Addressing supporters in Davenport, Iowa, he warned, like Mr Obama, that the damage would likely be significant and that power outages would be long-lasting.

In the competition for attention, Mr Obama held the edge, however. “This is going to be a big storm,” he warned, as cable television broke off to carry his message live. “It’s going to be a difficult storm. The great thing about America is when we go through tough times like this we all pull together.”

Such is the advantage of incumbency, provided things do not go wrong. The potential for debacle was clearly on the minds of White House officials as the storm made its furious landfall in New Jersey yesterday evening and pounced on New York.

But as President, Mr Obama is overseeing the federal government’s preparations for the superstorm, and could bear the responsibility for any miscalculations in the government response.

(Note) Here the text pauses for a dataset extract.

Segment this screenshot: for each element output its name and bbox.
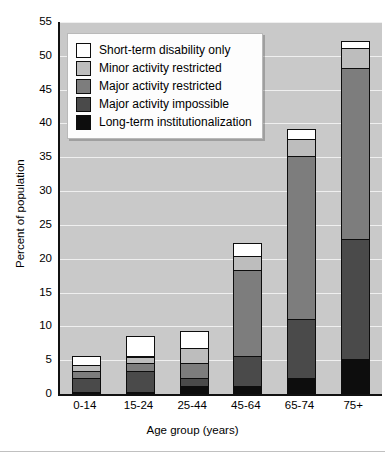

Obama advisers say they have learned the lessons from President George W Bush’s widely criticised response to Hurricane Katrina in 2005. Mr Bush was seen as ineffective and out of touch, and his presidency never recovered.

While eschewing actual campaigning, Mr Romney, his wife, Ann, and his running mate, Paul Ryan, all planned to attend storm relief events today. Mr Romney was scheduled to be in Ohio, his wife in Wisconsin and Iowa, and Mr Ryan in Wisconsin – all of them battleground states.

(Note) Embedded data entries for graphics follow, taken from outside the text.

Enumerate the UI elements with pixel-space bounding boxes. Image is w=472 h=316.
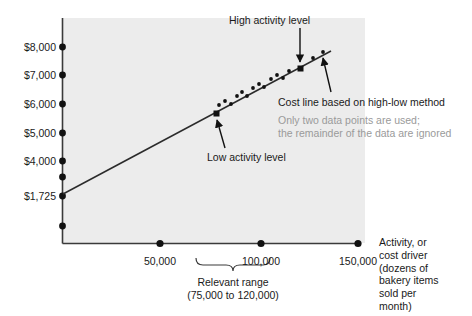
axis-title-line: bakery items (379, 274, 471, 287)
y-tick-label-1725: $1,725 (0, 190, 56, 202)
data-point (217, 103, 221, 107)
data-point (235, 94, 239, 98)
y-tick-1000 (59, 223, 66, 230)
cost-line-caption: Cost line based on high-low method (278, 96, 445, 108)
ignored-note-line-2: the remainder of the data are ignored (278, 127, 451, 139)
high-activity-point (298, 66, 304, 72)
y-tick-label-5000: $5,000 (0, 127, 56, 139)
data-point (257, 82, 261, 86)
y-tick-5000 (59, 130, 66, 137)
data-point (275, 73, 279, 77)
x-tick-150000 (354, 240, 361, 247)
y-tick-6000 (59, 101, 66, 108)
y-tick-7000 (59, 72, 66, 79)
x-tick-50000 (156, 240, 163, 247)
axis-title-line: Activity, or (379, 236, 471, 249)
ignored-note-line-1: Only two data points are used; (278, 114, 420, 126)
data-point (281, 76, 285, 80)
axis-title-line: (dozens of (379, 262, 471, 275)
y-tick-4000 (59, 158, 66, 165)
data-point (229, 102, 233, 106)
data-point (311, 56, 315, 60)
data-point (240, 90, 244, 94)
axis-title-line: cost driver (379, 249, 471, 262)
y-tick-label-8000: $8,000 (0, 41, 56, 53)
axis-title-line: month) (379, 300, 471, 313)
y-tick-3000 (59, 174, 66, 181)
data-point (269, 77, 273, 81)
y-tick-label-4000: $4,000 (0, 155, 56, 167)
axis-title-line: sold per (379, 287, 471, 300)
relevant-range-label: Relevant range (173, 276, 293, 288)
y-tick-label-6000: $6,000 (0, 98, 56, 110)
data-point (223, 99, 227, 103)
x-tick-label-50000: 50,000 (120, 255, 200, 267)
relevant-range-values: (75,000 to 120,000) (173, 289, 293, 301)
data-point (321, 50, 325, 54)
data-point (251, 86, 255, 90)
x-tick-100000 (257, 240, 264, 247)
x-tick-label-100000: 100,000 (221, 255, 301, 267)
data-point (262, 85, 266, 89)
high-activity-level-label: High activity level (229, 14, 310, 26)
x-axis-title: Activity, or cost driver (dozens of bake… (379, 236, 471, 313)
low-activity-level-label: Low activity level (207, 151, 286, 163)
data-point (245, 94, 249, 98)
low-activity-point (214, 111, 220, 117)
y-tick-8000 (59, 44, 66, 51)
cost-behavior-chart: $8,000 $7,000 $6,000 $5,000 $4,000 $1,72… (0, 0, 472, 316)
data-point (287, 69, 291, 73)
y-tick-label-7000: $7,000 (0, 69, 56, 81)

Aides said Mr Romney might visit with storm victims later in the week, much as he did when Hurricane Isaac raked the Gulf Coast during the week of the Republican National Convention.

With the race in its final full week, most national polls showed the two presidential rivals separated by a statistically insignificant point or two, although some said Mr Romney had a narrow lead for the overall popular vote.

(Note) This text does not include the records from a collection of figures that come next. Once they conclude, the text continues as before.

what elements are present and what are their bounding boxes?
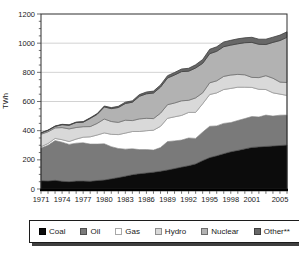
x-tick-label: 1992: [180, 195, 197, 204]
nuclear-swatch: [201, 228, 208, 235]
x-tick-label: 1986: [138, 195, 155, 204]
x-tick-label: 1989: [159, 195, 176, 204]
x-tick-label: 1971: [33, 195, 50, 204]
legend: Coal Oil Gas Hydro Nuclear Other**: [29, 220, 299, 243]
y-tick-label: 400: [22, 126, 35, 135]
electricity-generation-by-fuel-figure: 0200400600800100012001971197419771980198…: [0, 0, 299, 258]
legend-label-other: Other**: [264, 228, 290, 236]
legend-item-coal: Coal: [39, 228, 65, 236]
x-tick-label: 1983: [117, 195, 134, 204]
x-tick-label: 1998: [222, 195, 239, 204]
x-tick-label: 1974: [54, 195, 71, 204]
legend-item-gas: Gas: [115, 228, 140, 236]
legend-item-other: Other**: [254, 228, 290, 236]
legend-label-hydro: Hydro: [165, 228, 186, 236]
legend-item-hydro: Hydro: [155, 228, 186, 236]
legend-item-nuclear: Nuclear: [201, 228, 239, 236]
y-tick-label: 600: [22, 97, 35, 106]
oil-swatch: [80, 228, 87, 235]
legend-label-nuclear: Nuclear: [211, 228, 239, 236]
stacked-area-chart: 0200400600800100012001971197419771980198…: [0, 0, 299, 216]
x-tick-label: 1977: [75, 195, 92, 204]
y-tick-label: 0: [31, 185, 35, 194]
x-tick-label: 2001: [244, 195, 261, 204]
y-axis-title: TWh: [1, 93, 10, 109]
y-tick-label: 1200: [18, 10, 35, 19]
y-tick-label: 800: [22, 68, 35, 77]
legend-label-gas: Gas: [125, 228, 140, 236]
y-tick-label: 200: [22, 155, 35, 164]
legend-label-oil: Oil: [90, 228, 100, 236]
x-tick-label: 2005: [272, 195, 289, 204]
legend-item-oil: Oil: [80, 228, 100, 236]
x-tick-label: 1980: [96, 195, 113, 204]
other-swatch: [254, 228, 261, 235]
x-tick-label: 1995: [201, 195, 218, 204]
y-tick-label: 1000: [18, 39, 35, 48]
coal-swatch: [39, 228, 46, 235]
legend-label-coal: Coal: [49, 228, 65, 236]
gas-swatch: [115, 228, 122, 235]
hydro-swatch: [155, 228, 162, 235]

But the election will be won or lost in the nine most competitive states that are not reliably Republican or Democratic. Republicans claimed momentum in these states, but the President’s high command projected confidence. And Mr Romney’s increasingly narrow focus on Iowa, Wisconsin and Ohio suggested he is still searching for a breakthrough in the Midwest to deny Mr Obama the 270 electoral votes needed for victory.

The US president is not chosen by the nationwide popular vote, but in state-by-state contests that allocate electoral votes. Each state gets one electoral vote for each of its seats in the House of Representatives, as determined by population, and two electoral votes for each of its two senators.

That means there are 538 electoral votes, including three for Washington, DC. The winning candidate must have 50%, plus one, or 270 votes.

Mr Obama is ahead in states and Washington DC, representing 237 electoral votes; Mr Romney has a comfortable lead in states with 191 electoral votes.

Mr Obama’s team had planned to kick off the final full week of campaigning with a trio of joint rallies with Mr Clinton. The two presidents were supposed to spend yesterday dashing from Florida to Ohio to Virginia rallying Democratic supporters and trying to sway the small swath of undecided voters.

With Mr Obama at the White House at until today, Mr Clinton campaigned solo in Florida, then joined Vice President Joe Biden in Ohio. Mr Obama’s campaign has booked Mr Clinton into Minnesota, Iowa, Colorado, Ohio, Virginia, New Hampshire and Wisconsin for the race’s final days.

Aides at Mr Romney’s campaign headquarters in Boston were scrambling to sketch out political contingency plans. In addition to postponing events, they planned to scale back criticism of Mr Obama to avoid the perception that Mr Romney was putting politics ahead of public safety.